After a very tough year, Ukrainians remain optimistic
Considering how pessimistic Western analysts and policymakers have recently become about Ukraine’s chances in Russia’s imperialist war, Ukrainians should be even gloomier. They’re the ones doing the fighting and the dying. Russian missiles are destroying their country. Their people are the targets of the Kremlin’s genocidal urges.
In fact, Ukrainians remain bullish about their country’s future. To be sure, not quite as bullish as a year ago, but bullish nonetheless.
According to a public opinion survey conducted in December by the respected Kyiv International Institute of Sociology, 73 percent of all Ukrainians believe Ukraine will be a “flourishing” country within the European Union 10 years from now. In October 2022, that number was 88 percent. Back then, 5 percent believed Ukraine would have a “ruined economy and a large outflow of people.” In December 2023, the number quadrupled, jumping to 19 percent.
Not surprisingly, two years of death and destruction have had their effect on popular attitudes. That said, almost three-quarters remain optimistic about Ukraine’s future 10 years from now — and by logical extension about Ukraine in the interim as well.
The regional breakdown is no less significant, as it evinces a rough uniformity across the board. In Ukraine’s west, 73 percent are optimistic, while 19 percent are pessimistic. The corresponding numbers are 76 and 17 for the center, 76 and 16 for the south, and 67 and 25 for the east.
Understandably, eastern Ukrainians are most pessimistic, since they’ve borne the brunt of the war. But, given their past divided loyalties between Ukraine and Russia, the fact that two-thirds are optimists is striking, if only because it probably indicates that their loyalties are no longer divided. Significantly, the southerners, who aren’t far behind the east in terms of death and destruction, are as optimistic as their counterparts in the west and center.
The optimism also affects all age groups: 68 percent of 18-29 year olds are optimistic, while 26 percent are pessimistic. The corresponding numbers are 72 percent and 21 percent for 30-39 year olds, 71 percent and 21 percent for 40-49 year olds, 78 percent and 17 percent for 50-59 year olds, 80 percent and 10 percent for 60-69 year olds, and 69 percent and 16 percent for those who are 70-plus years old.
The relatively greater pessimism of the youngest cohort may be due to the fact that they face the very real possibility of being drafted and sent to the front. In turn, Ukraine’s seniors may be more optimistic because they’ve experienced bad times in the past and know that they’ll somehow survive.
We’ll see how the numbers will change in 2024. But, barring some highly unlikely catastrophe, they’re likely to remain more or less stable. After all, 2023 was anything but easy for Ukraine. The war and genocide continued with full force, thousands of Ukrainians were killed and the much-ballyhooed counteroffensive failed to produce the desired results.
Meanwhile, Putin and his comrades are crowing about victory; the West is dilly-dallying about supplying Ukraine with the requisite armaments; and Putinite populists in Hungary, Slovakia, the Netherlands and the United States are threatening to destroy the very European Union of which Ukraine aspires to be a member.
Ukrainians should be in a deep funk. And yet they’re not — almost certainly because they believe, still, that they will win.
Putin, beware. You can’t defeat a nation that will never give up.
Alexander J. Motyl is a professor of political science at Rutgers University-Newark. A specialist on Ukraine, Russia and the USSR, and on nationalism, revolutions, empires and theory, he is the author of 10 books of nonfiction, as well as “Imperial Ends: The Decay, Collapse, and Revival of Empires” and “Why Empires Reemerge: Imperial Collapse and Imperial Revival in Comparative Perspective.”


§ Exercise description: Copy out each line in the listing below where the word "percent" appears.

• • • • •

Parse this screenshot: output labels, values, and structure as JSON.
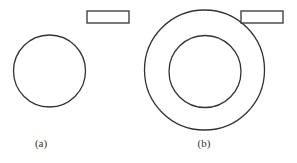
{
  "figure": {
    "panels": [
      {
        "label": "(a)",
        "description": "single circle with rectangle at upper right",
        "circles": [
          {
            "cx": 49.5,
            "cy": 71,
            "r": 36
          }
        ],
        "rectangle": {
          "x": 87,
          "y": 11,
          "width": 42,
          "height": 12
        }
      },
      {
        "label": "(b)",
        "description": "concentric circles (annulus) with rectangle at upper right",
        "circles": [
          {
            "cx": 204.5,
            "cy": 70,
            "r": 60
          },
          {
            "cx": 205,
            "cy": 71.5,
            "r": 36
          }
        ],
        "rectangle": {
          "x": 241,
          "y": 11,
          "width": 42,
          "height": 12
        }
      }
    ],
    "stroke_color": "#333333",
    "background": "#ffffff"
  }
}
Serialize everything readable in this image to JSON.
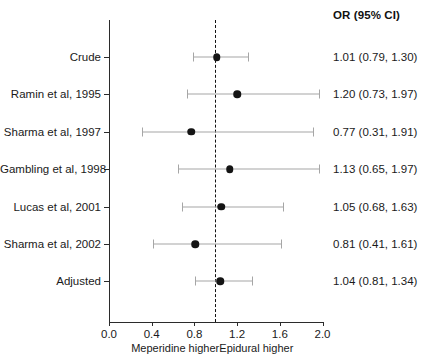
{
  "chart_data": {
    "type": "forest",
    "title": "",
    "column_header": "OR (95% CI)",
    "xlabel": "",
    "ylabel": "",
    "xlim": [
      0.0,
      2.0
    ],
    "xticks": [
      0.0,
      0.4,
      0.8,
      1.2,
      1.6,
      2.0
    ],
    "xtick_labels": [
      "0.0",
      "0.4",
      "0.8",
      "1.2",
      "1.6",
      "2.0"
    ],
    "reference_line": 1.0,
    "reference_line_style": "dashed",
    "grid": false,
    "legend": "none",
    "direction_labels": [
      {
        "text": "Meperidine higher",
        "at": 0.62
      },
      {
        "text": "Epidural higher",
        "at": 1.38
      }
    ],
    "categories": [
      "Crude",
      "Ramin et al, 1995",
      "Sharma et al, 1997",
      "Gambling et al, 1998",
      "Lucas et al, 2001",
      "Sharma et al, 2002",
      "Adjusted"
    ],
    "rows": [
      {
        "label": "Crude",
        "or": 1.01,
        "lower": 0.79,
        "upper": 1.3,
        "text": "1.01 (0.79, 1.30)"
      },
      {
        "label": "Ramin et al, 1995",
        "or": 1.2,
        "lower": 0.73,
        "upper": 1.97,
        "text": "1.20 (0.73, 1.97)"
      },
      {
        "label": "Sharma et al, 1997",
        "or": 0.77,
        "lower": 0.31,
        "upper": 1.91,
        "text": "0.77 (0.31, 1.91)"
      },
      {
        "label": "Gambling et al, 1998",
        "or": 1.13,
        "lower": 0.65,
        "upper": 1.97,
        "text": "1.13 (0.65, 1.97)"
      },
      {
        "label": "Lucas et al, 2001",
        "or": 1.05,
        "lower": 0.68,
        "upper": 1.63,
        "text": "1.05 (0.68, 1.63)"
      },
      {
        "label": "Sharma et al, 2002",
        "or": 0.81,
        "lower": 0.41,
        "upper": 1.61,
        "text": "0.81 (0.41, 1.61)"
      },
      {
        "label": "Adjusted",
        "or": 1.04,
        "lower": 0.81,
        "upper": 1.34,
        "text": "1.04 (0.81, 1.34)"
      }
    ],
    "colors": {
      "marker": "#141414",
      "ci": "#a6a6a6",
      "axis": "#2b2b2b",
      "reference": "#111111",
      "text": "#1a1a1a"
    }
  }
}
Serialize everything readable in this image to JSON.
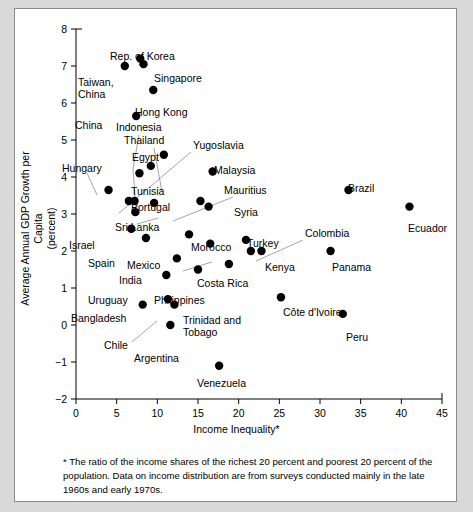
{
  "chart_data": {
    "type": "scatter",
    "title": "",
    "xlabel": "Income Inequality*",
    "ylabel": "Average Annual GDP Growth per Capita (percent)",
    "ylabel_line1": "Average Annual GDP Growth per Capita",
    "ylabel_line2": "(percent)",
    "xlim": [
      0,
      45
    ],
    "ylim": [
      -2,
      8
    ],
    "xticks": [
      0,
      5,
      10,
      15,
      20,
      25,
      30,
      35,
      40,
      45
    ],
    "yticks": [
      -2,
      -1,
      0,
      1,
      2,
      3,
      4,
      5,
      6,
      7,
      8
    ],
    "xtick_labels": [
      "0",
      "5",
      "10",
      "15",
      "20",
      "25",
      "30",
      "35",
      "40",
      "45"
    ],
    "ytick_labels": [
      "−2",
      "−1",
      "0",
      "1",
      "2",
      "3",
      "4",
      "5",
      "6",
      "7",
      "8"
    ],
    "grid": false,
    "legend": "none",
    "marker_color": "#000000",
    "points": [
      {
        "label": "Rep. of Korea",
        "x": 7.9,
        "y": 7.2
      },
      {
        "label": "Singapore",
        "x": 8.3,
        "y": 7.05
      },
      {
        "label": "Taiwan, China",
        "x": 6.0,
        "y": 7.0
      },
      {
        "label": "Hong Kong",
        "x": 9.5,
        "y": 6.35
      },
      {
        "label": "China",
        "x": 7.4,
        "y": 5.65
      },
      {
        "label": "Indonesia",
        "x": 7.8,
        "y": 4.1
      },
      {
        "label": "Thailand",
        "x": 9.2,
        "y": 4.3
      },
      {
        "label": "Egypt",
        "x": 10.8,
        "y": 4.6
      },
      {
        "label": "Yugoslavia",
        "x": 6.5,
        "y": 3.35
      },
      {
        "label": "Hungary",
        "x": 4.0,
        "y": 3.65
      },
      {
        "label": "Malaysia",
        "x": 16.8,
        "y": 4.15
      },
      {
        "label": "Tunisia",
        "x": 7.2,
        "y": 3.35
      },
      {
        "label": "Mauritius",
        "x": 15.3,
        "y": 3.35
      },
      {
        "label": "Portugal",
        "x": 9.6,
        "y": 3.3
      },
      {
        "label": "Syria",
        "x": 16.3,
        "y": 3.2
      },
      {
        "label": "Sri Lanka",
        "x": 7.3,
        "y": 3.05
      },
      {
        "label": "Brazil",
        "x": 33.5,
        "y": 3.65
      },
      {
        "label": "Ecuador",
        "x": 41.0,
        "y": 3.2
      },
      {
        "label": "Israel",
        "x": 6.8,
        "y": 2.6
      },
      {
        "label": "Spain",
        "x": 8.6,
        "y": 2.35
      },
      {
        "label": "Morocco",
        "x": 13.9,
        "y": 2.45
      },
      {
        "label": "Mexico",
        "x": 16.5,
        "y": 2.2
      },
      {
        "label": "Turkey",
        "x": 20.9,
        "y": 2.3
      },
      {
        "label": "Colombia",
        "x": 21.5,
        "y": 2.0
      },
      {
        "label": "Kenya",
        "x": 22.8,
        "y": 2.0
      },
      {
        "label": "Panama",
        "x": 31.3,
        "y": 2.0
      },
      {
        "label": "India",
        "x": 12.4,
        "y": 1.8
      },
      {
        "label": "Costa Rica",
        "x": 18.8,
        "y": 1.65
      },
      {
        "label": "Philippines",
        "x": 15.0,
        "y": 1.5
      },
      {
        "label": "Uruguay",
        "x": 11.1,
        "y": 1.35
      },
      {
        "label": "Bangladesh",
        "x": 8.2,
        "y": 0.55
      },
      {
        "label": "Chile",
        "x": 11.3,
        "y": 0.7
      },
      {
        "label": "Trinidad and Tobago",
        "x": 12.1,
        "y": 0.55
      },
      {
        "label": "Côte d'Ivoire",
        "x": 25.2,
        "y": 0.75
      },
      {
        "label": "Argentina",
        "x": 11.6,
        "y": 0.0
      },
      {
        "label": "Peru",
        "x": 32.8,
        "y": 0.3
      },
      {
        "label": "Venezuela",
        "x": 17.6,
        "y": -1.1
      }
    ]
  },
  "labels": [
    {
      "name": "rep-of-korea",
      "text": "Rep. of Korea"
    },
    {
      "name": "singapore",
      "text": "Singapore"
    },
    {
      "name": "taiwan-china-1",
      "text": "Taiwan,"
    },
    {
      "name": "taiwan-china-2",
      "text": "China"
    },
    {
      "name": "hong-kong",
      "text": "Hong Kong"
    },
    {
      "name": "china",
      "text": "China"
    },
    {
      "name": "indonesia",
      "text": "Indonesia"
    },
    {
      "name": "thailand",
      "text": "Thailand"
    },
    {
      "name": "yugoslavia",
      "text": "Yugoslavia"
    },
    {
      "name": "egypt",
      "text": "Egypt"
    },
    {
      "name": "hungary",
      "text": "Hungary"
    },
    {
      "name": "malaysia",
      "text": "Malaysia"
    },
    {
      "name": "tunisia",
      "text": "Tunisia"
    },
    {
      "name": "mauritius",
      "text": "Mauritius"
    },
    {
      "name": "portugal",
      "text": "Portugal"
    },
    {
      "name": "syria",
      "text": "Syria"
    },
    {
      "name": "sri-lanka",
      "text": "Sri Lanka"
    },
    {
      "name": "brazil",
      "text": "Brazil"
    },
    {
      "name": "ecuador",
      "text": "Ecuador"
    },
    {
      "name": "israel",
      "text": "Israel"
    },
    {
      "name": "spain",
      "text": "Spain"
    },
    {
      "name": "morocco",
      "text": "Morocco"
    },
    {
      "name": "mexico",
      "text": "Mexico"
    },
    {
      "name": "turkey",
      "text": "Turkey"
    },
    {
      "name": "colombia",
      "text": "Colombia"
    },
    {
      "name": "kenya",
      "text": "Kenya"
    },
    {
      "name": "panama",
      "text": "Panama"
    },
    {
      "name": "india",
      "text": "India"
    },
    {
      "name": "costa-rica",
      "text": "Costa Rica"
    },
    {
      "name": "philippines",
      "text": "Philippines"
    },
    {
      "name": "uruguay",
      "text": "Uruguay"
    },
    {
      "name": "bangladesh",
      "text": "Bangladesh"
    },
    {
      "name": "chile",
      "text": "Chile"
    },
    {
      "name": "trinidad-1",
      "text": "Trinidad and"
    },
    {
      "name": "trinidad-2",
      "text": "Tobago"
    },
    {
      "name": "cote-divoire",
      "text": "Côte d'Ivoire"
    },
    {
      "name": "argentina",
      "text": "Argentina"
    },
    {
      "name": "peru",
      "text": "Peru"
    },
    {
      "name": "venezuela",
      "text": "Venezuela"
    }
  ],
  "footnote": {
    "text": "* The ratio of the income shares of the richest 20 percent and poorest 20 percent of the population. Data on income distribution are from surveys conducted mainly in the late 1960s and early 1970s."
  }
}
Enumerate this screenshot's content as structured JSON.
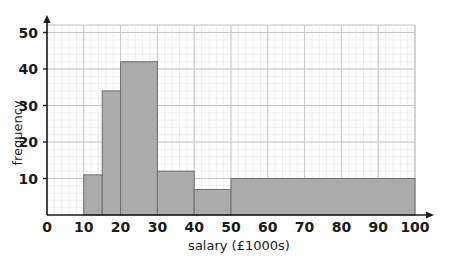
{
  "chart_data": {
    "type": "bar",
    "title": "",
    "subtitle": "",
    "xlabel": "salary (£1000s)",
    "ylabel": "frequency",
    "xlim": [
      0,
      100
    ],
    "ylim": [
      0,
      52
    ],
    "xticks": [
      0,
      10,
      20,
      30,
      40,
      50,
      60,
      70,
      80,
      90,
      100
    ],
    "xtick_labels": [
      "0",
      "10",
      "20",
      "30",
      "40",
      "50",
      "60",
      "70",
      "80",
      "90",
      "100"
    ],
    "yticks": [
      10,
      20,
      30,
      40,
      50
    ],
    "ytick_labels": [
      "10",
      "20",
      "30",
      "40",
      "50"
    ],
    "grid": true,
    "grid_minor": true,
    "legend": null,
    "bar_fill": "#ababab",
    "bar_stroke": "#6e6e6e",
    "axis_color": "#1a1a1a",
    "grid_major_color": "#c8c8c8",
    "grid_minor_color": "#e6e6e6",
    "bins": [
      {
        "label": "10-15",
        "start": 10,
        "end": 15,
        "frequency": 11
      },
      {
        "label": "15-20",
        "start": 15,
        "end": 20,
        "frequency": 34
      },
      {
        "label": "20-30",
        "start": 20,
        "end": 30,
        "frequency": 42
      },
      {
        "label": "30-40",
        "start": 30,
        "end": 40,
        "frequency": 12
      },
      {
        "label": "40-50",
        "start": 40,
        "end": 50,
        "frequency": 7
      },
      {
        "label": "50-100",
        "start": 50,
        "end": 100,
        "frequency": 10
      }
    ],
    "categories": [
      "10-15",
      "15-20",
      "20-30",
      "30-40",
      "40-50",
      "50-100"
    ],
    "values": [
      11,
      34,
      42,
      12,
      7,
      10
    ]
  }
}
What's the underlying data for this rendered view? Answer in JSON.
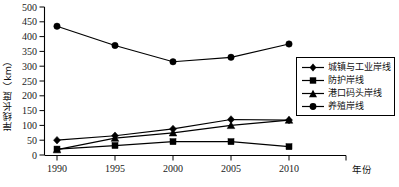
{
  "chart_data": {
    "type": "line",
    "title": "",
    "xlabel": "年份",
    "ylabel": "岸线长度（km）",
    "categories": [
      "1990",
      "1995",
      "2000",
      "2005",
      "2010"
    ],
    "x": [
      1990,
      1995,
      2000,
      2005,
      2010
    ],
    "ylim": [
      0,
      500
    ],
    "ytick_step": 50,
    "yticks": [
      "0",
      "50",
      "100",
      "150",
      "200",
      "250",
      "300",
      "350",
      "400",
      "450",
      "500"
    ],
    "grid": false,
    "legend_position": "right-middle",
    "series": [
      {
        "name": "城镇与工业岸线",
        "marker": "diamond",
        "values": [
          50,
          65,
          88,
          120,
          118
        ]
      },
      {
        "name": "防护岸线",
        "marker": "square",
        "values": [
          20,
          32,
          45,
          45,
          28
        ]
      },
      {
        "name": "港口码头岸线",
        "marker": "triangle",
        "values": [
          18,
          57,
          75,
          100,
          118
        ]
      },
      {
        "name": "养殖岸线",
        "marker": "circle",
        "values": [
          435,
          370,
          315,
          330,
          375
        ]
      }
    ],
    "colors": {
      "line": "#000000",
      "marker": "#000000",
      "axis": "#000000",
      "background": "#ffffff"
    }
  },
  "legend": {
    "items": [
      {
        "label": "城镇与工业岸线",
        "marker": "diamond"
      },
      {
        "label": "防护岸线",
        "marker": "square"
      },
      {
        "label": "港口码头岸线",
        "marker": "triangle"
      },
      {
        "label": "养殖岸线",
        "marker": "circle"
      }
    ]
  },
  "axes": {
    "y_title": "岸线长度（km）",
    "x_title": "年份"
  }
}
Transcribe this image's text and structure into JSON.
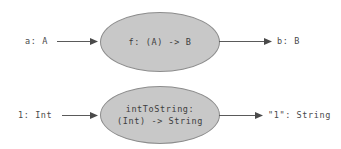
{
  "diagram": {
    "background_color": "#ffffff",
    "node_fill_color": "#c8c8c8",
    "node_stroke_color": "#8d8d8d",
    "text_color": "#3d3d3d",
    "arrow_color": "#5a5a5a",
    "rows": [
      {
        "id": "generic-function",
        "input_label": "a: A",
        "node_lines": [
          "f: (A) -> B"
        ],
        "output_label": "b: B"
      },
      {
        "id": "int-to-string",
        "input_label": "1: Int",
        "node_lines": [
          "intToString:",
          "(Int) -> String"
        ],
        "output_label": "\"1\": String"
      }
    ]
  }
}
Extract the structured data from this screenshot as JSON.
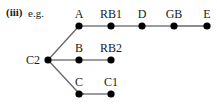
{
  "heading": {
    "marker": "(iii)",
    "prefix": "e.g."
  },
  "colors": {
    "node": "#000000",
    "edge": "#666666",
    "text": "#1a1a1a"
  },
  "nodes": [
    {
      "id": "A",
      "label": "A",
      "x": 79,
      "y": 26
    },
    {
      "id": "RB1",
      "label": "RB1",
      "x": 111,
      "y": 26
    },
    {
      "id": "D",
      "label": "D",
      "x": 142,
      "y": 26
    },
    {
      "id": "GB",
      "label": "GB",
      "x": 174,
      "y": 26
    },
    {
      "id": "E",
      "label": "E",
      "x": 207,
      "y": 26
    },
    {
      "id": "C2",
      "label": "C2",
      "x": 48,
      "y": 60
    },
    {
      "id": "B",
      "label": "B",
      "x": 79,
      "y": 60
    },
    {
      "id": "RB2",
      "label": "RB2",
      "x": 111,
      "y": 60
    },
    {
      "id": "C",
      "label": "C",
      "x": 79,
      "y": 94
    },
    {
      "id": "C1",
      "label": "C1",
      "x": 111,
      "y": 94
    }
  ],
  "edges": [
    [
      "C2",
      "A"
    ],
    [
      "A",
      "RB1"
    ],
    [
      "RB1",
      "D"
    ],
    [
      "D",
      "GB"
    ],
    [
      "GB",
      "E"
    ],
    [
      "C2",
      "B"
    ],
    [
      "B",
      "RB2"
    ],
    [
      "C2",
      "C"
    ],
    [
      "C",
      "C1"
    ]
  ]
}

• • • • •

§ Solution for this problem:
    "ylabel": "Average Annual GDP Growth per Capita (percent)",
    "ylabel_line2": "(percent)",
    "text": "* The ratio of the income shares of the richest 20 percent and poorest 20 percent of the population. Data on income distribution are from surveys conducted mainly in the late 1960s and early 1970s."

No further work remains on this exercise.